Prying It Loose: On Writing Poetry Again

Like many teenagers, I wrote poetry in high school. I cobbled together a journal from spare ruled notebook paper and a used binder, hand-sewing and gluing the spine. The pages were deckled (not intentionally) by my inability to cut straight. I filled this upcycled journal with confessions, story snippets, and poems.

I wrote far more fiction than poetry in the years between, but I indulged on occasion. I used to post Wednesday poems on this blog some years back. I’d mess around with metaphor and meter in my stories, but not to great effect. (Rhyme was always hard for me.)

Since my writing block last year, I’ve struggled to find ways to put words to screen. I practically reinvented my writing process twice, but that didn’t seem to fix things. Even blog posts have been difficult and sporadic, though to be fair my topics have been difficult, deeply personal, and met with a great deal of hostility.

Earlier this month, unsure of what day exactly, I started writing poetry again. The first poem was excruciating to write, like turning a rusty nut off a threaded bolt, but the threads caught and subsequent poems have been easier.

The Notes app on my phone is handy for short poems cobbled together during a lunch break. Writing anything so short in Word feels superfluous, and possibly counterproductive (I mean, I’d pick out fourteen fonts and styles if I had the opportunity, so better not to have that feature!) Using just my phone, I can jot one down before bed or out on a walk.

(As an aside, I finally bought a new laptop. Writing confessionals on a supercomputer feels deeply wrong.)

I’ve danced around why I started writing poetry again.

Well.

It feels safer expressing feelings in verse than it does on this blog, to be honest. And I don’t have the room to over-indulge, or to word vomit too much information.

I also like the notion of honing my craft at the micro scale. Writing SF has a unique challenge: allegory must be expressed in simile (i.e. “she was like a bird in flight”,) because metaphor (“she was a bird in flight”) could be taken literally. So I’ve gotten used to simile and more literal, precise language. But that creates a distance, and part of my skill has atrophied.

And, and ….

I hate the term, but poetry is self-care. Whenever I’ve read Mary Oliver, for instance, it has felt as though her poems were spells healing her old wounds. I wondered if the same could be done for me. So much of the past two years, and probably even longer than that, I’ve felt angry, wounded, bitter, and lonely. So much I couldn’t share, and still can’t, due to circumstances. But I can in metaphor and meter.

I doubt I’ll seek publication of any poetry I write, other than a poem here and there on this blog. Everything I’ve written is too raw (or in the case of one limerick, more like Vogon poetry than human!). This is only for me. I intend to be selfish with my words from now on.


§ **Directions for this task**: Starting at the line that holds "UI element localization: list" and stopping at the line that holds "What elements are", restate the records below word for word, with both of those lines included.

○ ○ ○ ○ ○ ○ ○

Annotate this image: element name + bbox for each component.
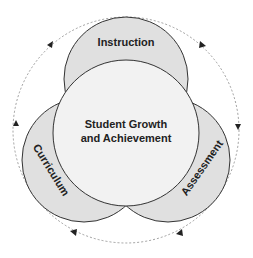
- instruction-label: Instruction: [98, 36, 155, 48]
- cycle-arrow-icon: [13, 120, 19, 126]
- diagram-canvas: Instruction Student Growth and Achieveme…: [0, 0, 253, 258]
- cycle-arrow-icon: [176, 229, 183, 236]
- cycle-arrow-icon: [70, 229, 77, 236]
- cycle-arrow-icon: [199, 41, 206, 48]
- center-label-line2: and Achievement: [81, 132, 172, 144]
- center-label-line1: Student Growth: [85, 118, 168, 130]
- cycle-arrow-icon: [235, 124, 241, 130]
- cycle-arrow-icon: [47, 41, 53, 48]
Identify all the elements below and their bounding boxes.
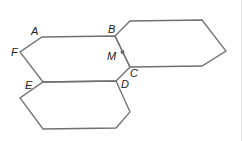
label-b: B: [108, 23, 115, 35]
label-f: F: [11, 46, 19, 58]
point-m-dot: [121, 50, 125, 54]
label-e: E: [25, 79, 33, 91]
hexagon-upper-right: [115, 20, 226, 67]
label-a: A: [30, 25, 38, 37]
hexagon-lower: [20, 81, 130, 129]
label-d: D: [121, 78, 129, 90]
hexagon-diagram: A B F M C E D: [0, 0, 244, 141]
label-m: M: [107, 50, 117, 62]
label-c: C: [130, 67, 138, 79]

○ ○ ○ ○ ○ ○ ○

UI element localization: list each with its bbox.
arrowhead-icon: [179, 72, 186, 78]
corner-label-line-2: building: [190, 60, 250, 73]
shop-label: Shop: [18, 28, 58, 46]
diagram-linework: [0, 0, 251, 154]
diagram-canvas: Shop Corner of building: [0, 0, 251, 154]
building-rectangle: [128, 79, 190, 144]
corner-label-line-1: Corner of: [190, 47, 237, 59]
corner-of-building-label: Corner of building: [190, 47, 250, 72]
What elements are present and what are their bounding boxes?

○ ○ ○ ○ ○ ○ ○

§ **Answer space**:
UI element localization: list each with its bbox.
arrowhead-icon: [179, 72, 186, 78]
corner-label-line-2: building: [190, 60, 250, 73]
shop-label: Shop: [18, 28, 58, 46]
diagram-linework: [0, 0, 251, 154]
diagram-canvas: Shop Corner of building: [0, 0, 251, 154]
building-rectangle: [128, 79, 190, 144]
corner-label-line-1: Corner of: [190, 47, 237, 59]
corner-of-building-label: Corner of building: [190, 47, 250, 72]
What elements are present and what are their bounding boxes?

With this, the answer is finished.